I can't imagine why your wife fled the charms of the Double Tipi,
she thought. He seemed determined to make sure she was warm enough.
“We got two lots of blankets at auction when Fort Laramie closed twenty years ago. Is that lace?” He was fingering the row of crocheting around her top sheet.
“Crocheted lace. Mama insisted that I learn,” she said, shy again. “I was sixteen. I crocheted everything in our house with a plain surface. It got so Papa wouldn't bring home his ledgers from the bank.”

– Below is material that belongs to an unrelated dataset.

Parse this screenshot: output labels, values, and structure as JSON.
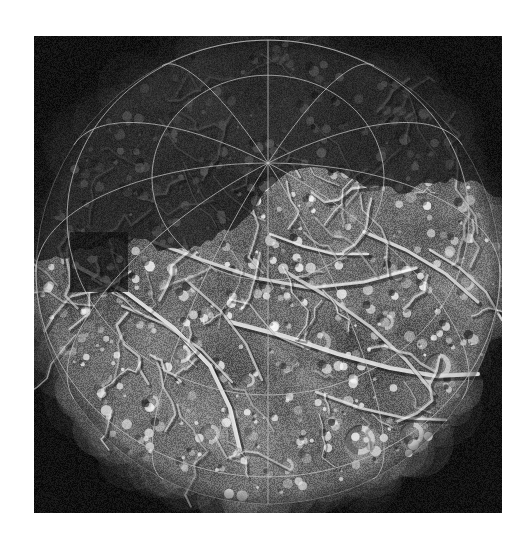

It was a lame joke, but he grinned and pulled on another blanket, tucking it under the mattress. “When I was sixteen, my Pa had been dead a year, and I was running this place. We'll be up early to move those cans because we still have to check the fence. Stuff some rags under the door at the bottom so the mice don't just run back in here. Good night.”
“Good night to you,” she said after she heard him going down the hall to his own room. She tucked the pillow under her chin and reached for her pillow slip, unable to overlook the slight fragrance of bay rum.
She put the pillow at the head of her bed and rested her hand on it. An extra pillow, breakfast and dinner from cans, and a beautiful cooking range ruined by ill use—Iris, an inveterate romantic, would deduce that Mr. Otto had endured a difficult time.
I will be a good cook, Mr. Otto,
she promised.
If you cannot be happy, at least you can be well-fed.
ulia was closing her eyes when she heard the coyotes howl. The sound had never bothered her, and she would have slept then, except that James began to cry. Julia sat up in bed. It was more than tears; it was a lament that raised the hair on her neck. She thought of what Mr. Otto had said about James just showing up at the ranch during a cold February.